Scott Appleby Elected to American Academy of Arts & Sciences

Author: Joan Fallon

Scott Appleby, professor of history and John M. Regan Jr. Director of Notre Dame’s Kroc Institute for International Peace Studies, has been elected to the American Academy of Arts & Sciences.   

University of Notre Dame President John I. Jenkins, C.S.C., and Scott Mainwaring, the Eugene P. and Helen Conley Professor of Political Science and director of the Helen Kellogg Institute for International Studies, also were elected as AAAS members. 
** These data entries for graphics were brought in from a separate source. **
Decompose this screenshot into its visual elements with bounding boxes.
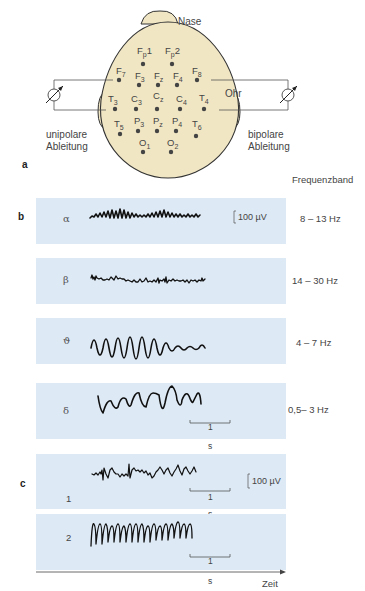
time-axis [0,0,365,591]
trace-2-time-unit: s [208,576,212,586]
time-axis-label: Zeit [262,578,278,589]
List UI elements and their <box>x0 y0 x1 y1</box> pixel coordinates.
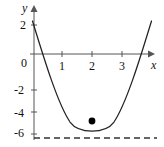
y-tick-label-minus-4: -4 <box>14 107 24 119</box>
x-tick-label-1: 1 <box>59 60 65 72</box>
parabola-curve <box>33 21 152 131</box>
x-tick-label-2: 2 <box>89 60 95 72</box>
y-axis-arrowhead <box>31 5 38 12</box>
y-tick-label-minus-2: -2 <box>14 84 24 96</box>
y-tick-label-2: 2 <box>20 19 26 31</box>
x-tick-label-3: 3 <box>119 60 125 72</box>
x-axis-arrowhead <box>148 51 155 58</box>
origin-label: 0 <box>21 57 27 69</box>
x-axis <box>30 51 155 58</box>
graph-figure: 2 0 -2 -4 -6 1 2 3 x y <box>0 0 164 147</box>
y-tick-label-minus-6: -6 <box>14 127 24 139</box>
y-axis-label: y <box>22 2 27 14</box>
x-axis-label: x <box>151 59 156 71</box>
marked-point <box>89 118 96 125</box>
The Academy is the nation’s leading learned society, recognizing people who have made outstanding contributions to science, scholarship, public affairs, and the arts. Its members include Marian Anderson, Alexander Graham Bell, Aaron Copland, Charles Darwin, Albert Einstein, Ralph Waldo Emerson, John F. Kennedy, Martin Luther King, Jr., Margaret Mead, and more than 250 Nobel and Pulitzer Prize winners. “Foreign Honorary Members” have included Henri Cartier-Bresson, Winston Churchill, Pablo Neruda, Laurence Olivier, and Alexander Solzhenitsyn. 

A graduate of the University of Notre Dame and the University of Chicago (Ph.D., 1985), Appleby teaches courses in peace studies and in the history of modern religion. His current research and writing focus on the dialogue between secular and religious traditions, and religious dimensions of contemporary conflicts.
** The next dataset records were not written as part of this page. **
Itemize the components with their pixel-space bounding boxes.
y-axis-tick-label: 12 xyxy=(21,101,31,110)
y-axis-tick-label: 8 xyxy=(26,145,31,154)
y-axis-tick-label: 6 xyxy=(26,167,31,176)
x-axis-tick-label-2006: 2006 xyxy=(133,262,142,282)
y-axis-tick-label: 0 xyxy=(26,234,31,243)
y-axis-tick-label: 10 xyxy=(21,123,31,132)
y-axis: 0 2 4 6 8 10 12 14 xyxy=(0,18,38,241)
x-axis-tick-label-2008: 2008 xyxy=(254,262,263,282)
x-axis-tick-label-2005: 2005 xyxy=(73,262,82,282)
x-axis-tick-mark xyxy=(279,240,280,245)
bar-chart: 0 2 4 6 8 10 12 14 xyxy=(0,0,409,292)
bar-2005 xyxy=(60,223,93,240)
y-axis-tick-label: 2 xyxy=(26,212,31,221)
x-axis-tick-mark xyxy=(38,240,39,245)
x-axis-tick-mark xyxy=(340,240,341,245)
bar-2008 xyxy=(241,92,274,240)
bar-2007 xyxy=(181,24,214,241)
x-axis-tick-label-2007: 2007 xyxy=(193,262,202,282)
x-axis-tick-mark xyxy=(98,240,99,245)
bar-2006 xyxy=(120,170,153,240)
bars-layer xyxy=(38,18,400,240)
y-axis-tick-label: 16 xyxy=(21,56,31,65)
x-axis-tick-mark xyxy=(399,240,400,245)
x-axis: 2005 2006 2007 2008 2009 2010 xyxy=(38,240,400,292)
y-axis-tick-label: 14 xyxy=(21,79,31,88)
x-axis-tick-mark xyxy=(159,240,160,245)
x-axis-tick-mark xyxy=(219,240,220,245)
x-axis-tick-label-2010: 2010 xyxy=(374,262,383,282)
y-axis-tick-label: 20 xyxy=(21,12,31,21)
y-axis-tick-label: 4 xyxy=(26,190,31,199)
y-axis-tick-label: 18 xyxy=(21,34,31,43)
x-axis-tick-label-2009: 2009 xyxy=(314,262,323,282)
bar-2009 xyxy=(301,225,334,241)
From 1988 to 1993, he was co-director with Martin E. Marty of the Fundamentalism Project, an international public policy study conducted by the American Academy of Arts and Sciences. Among his books are The Ambivalence of the Sacred: Religion, Violence and Reconciliation; Strong Religion; and Spokesmen for the Despised: Fundamentalist Leaders of the Middle East. Appleby co-chaired the Chicago Council on Global Affairs’ Task Force on Religion and the Making of U.S. Foreign Policy, which recently released the report “Engaging Religious Communities Abroad: A New Imperative for U.S. Foreign Policy.”

He also directs Contending Modernities, a major new multi-year project to examine the interaction among Catholic, Muslim, and secular forces in the modern world. He is the recipient of three honorary doctorates, from Fordham University, Scranton University and St. John’s University, Collegeville, Minnesota.